On 8/6/18 2:59 PM, vit wrote:
On Monday, 6 August 2018 at 18:28:11 UTC, Steven Schveighoffer wrote:
On 8/6/18 2:22 PM, vit wrote:
Hello,
I have this struct:

struct S{
     uint kind;
     void[N] data_;

define "N"


}

Instances of struct S are allocated by standard GC new and S.data_ can contain pointers/ranges to GC allocated data. If is GC disabled then  program run fine. But when is GC enabled then it fail randomly.

how does it fail?



private auto sizeOf(T)(){return T.sizeof;}

Hm... wouldn't enum sizeOf(T) = T.sizeof work better?


struct ExprImpl(Ts...){
     enum N = max(staticMap!(sizeOf, Ts));

This is clever!


     invariant(kind_ != 0);
     uint kind_ = 0;
     void[N] data_;

    this(T)(auto ref T x){/+emplace T to data_ and change kind_ to something != 0+/}
}

Ts == structs



data change without triggering invariant after allocation in other part of program.

Most definitely this is alignment problem.

Here is what I *think* is happening:

1. You are constructing one of these structs, and storing a pointer as the T type.
2. You are on a 64-bit CPU.
3. The pointer is misaligned on the CPU, so when the GC scans this struct to see if it's pointing at anything, it sees one half as the kind_ value, and the other half is half of the pointer. 4. It misses the object being pointed at by the T inside the struct, and collects it, leaving a dangling pointer.
5. Memory corruption.

when you put the void[N] member *first*, it can properly align the item (most cases where the compiler is placing data, it starts out aligned) but this does not guarantee you have proper alignment, as void[N] has no alignment constraints.

I'd recommend instead, changing the uint kind_ to a size_t. This not only aligns the void[N] to size_t size, which should put any pointers in the right place, but it also makes sure the entire struct is aligned.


▸ **About this task**
Return an exact copy of the data, starting at its first line and ending at the line that contains "This screenshot has height=672, width=1414.", minus any pictures.

[Start of section]

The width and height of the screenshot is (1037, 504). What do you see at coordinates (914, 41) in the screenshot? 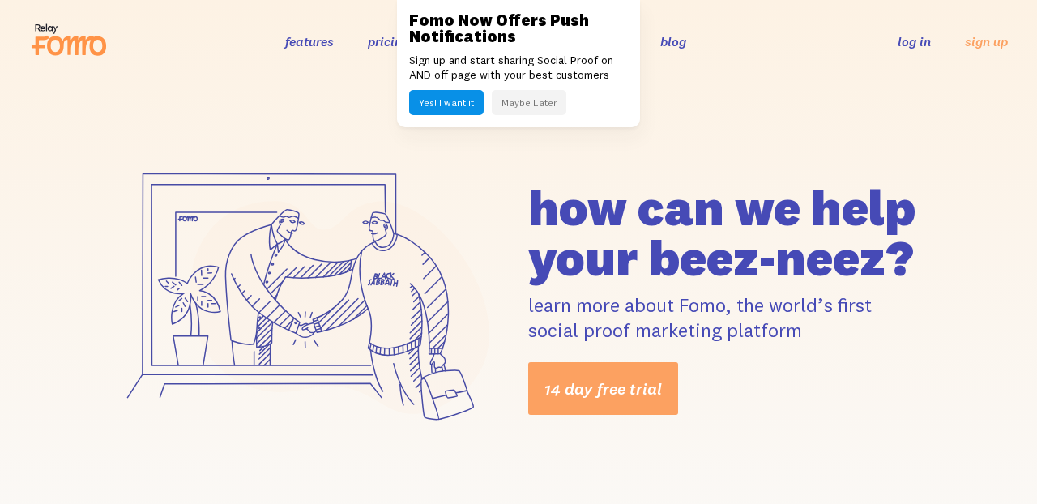
I see `a: log in` at bounding box center [914, 41].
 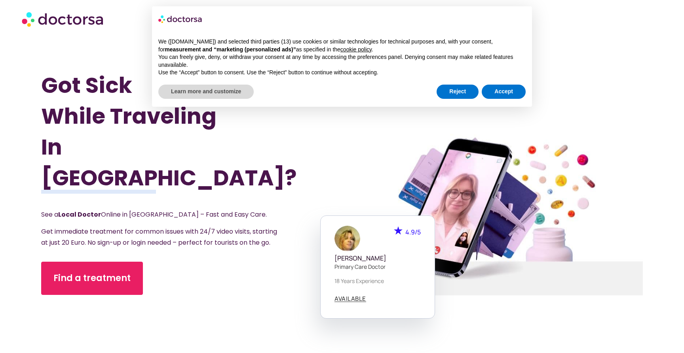 What do you see at coordinates (180, 19) in the screenshot?
I see `img: logo` at bounding box center [180, 19].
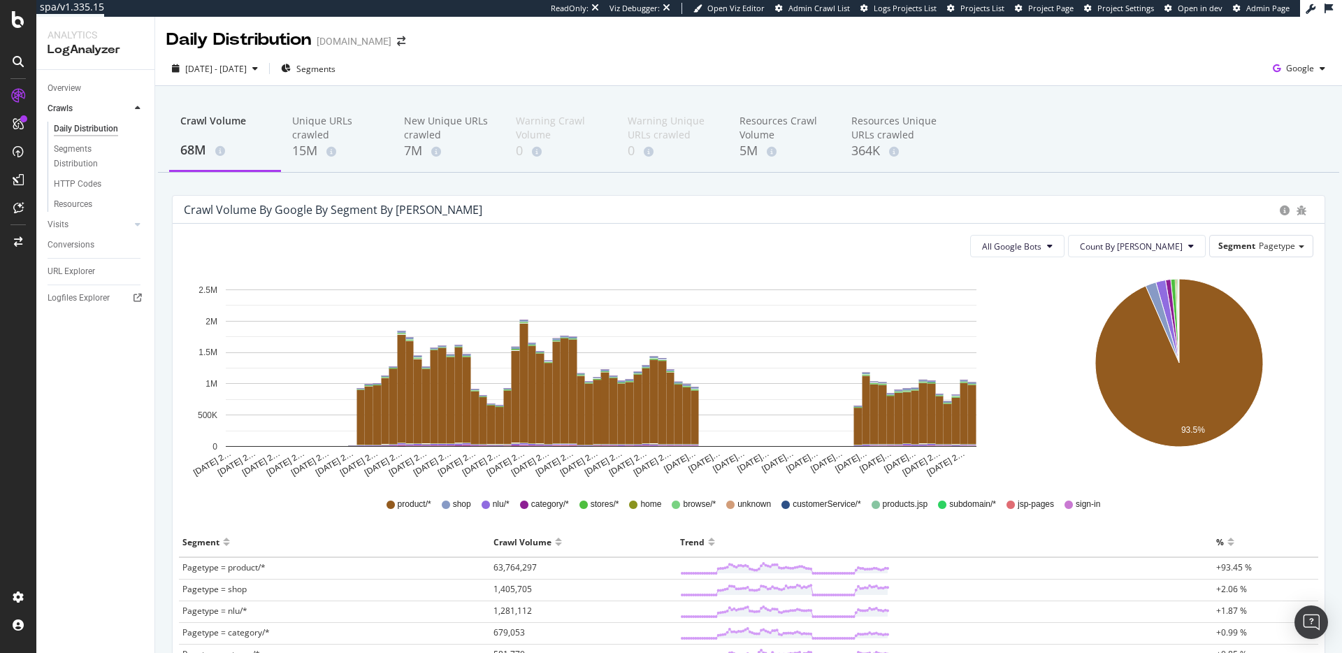 This screenshot has height=653, width=1342. What do you see at coordinates (95, 50) in the screenshot?
I see `div: LogAnalyzer` at bounding box center [95, 50].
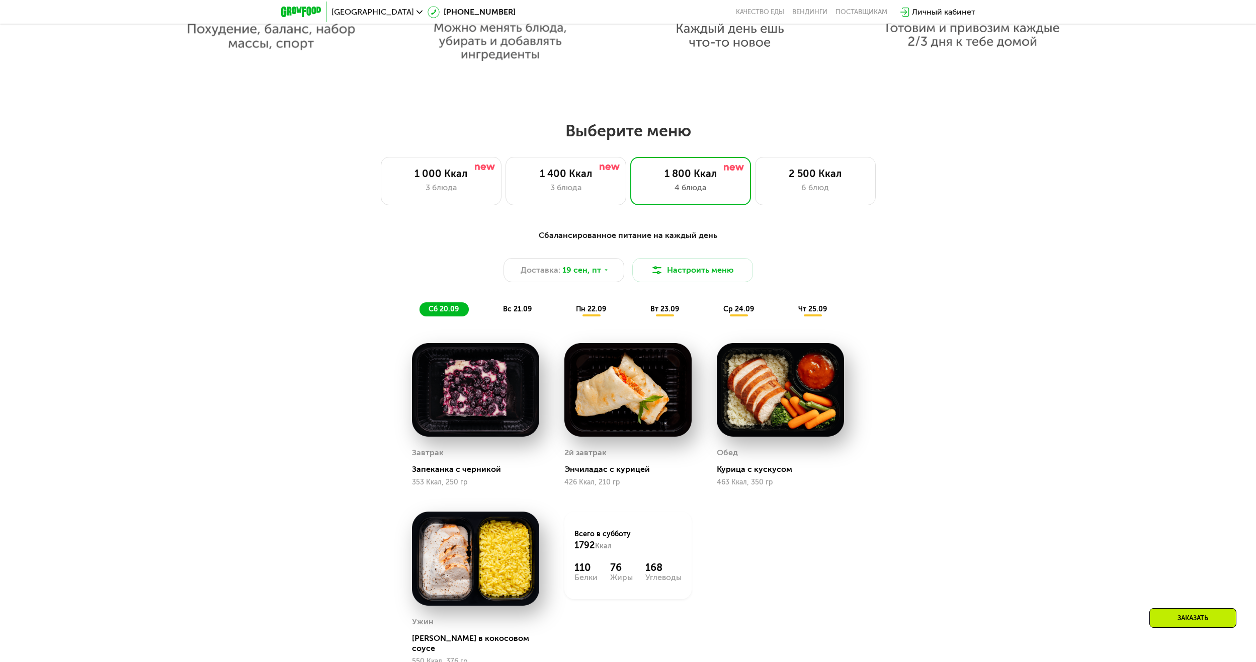 The width and height of the screenshot is (1256, 662). I want to click on div: 6 блюд, so click(815, 188).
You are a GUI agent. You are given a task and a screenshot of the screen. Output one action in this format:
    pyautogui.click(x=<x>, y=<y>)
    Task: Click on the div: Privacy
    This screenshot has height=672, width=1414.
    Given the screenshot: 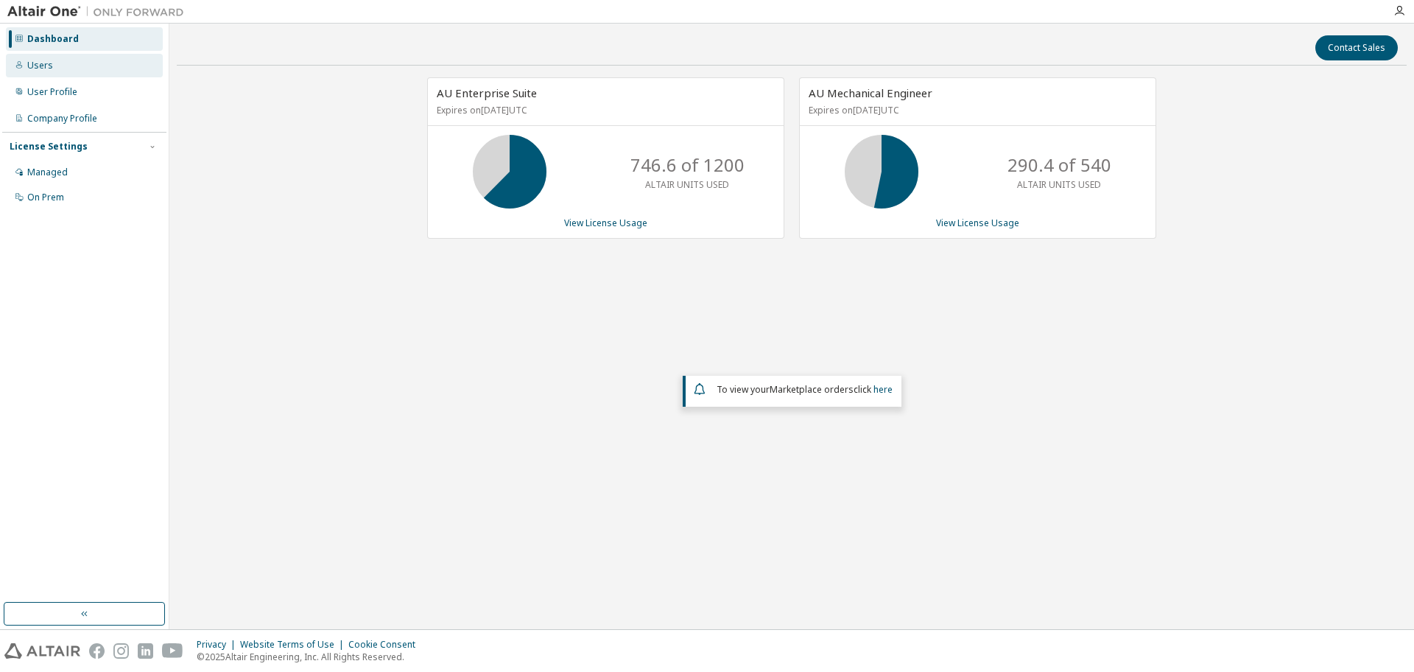 What is the action you would take?
    pyautogui.click(x=218, y=645)
    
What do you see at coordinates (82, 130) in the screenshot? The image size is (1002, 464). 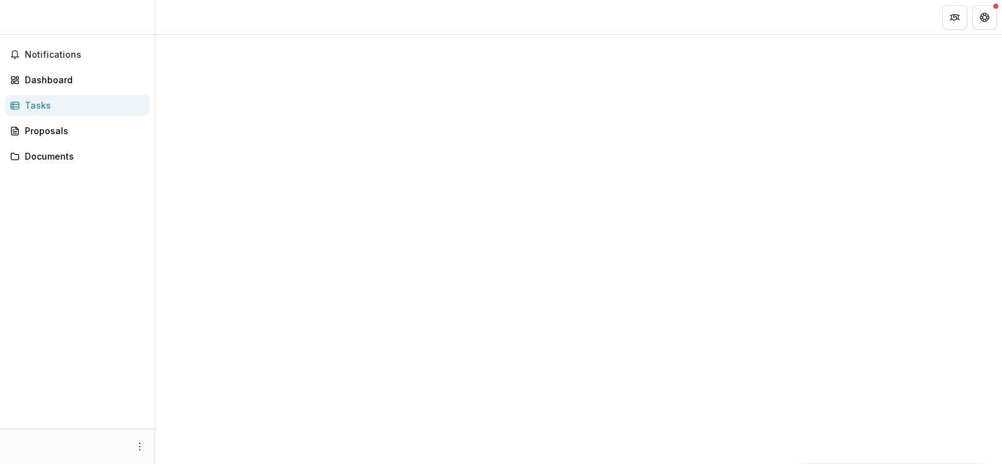 I see `div: Proposals` at bounding box center [82, 130].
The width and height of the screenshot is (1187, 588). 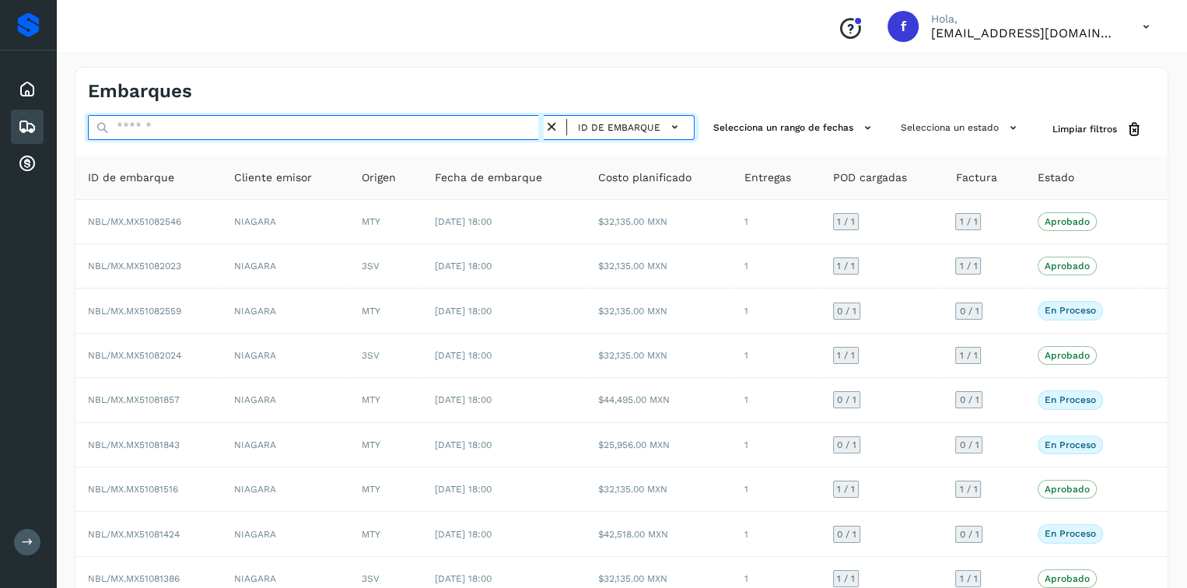 I want to click on span: Factura, so click(x=976, y=177).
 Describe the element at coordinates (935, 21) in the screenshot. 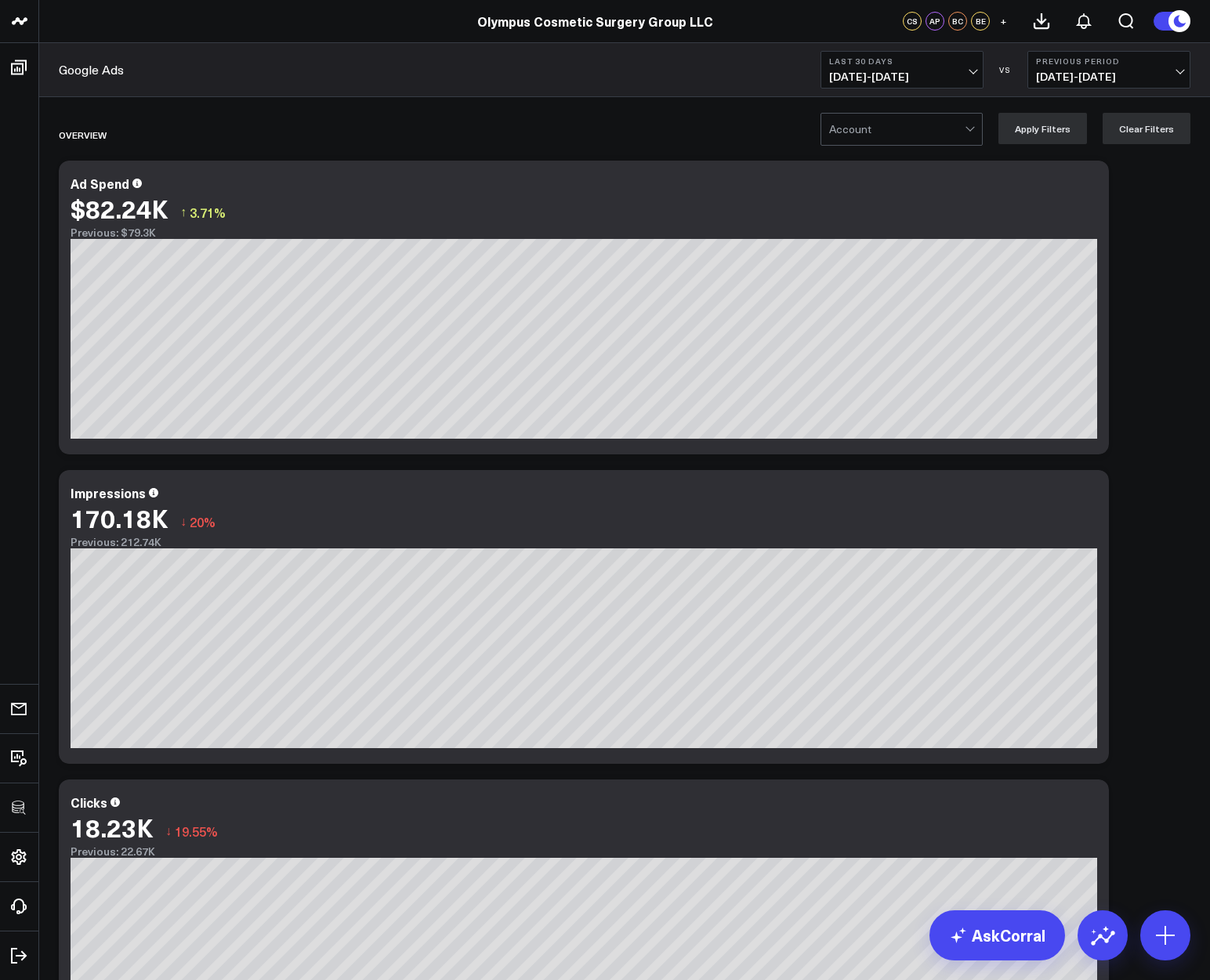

[End of section]

▸ **Expected answer**
The width and height of the screenshot is (1037, 504). What do you see at coordinates (914, 41) in the screenshot? 
I see `a: log in` at bounding box center [914, 41].
  What do you see at coordinates (180, 19) in the screenshot?
I see `img: logo` at bounding box center [180, 19].
 This screenshot has height=653, width=1342. What do you see at coordinates (95, 50) in the screenshot?
I see `div: LogAnalyzer` at bounding box center [95, 50].
 The width and height of the screenshot is (1256, 662). I want to click on div: 6 блюд, so click(815, 188).
You are a GUI agent. You are given a task and a screenshot of the screen. Output one action in this format:
    pyautogui.click(x=<x>, y=<y>)
    Task: Click on the div: Privacy
    This screenshot has height=672, width=1414.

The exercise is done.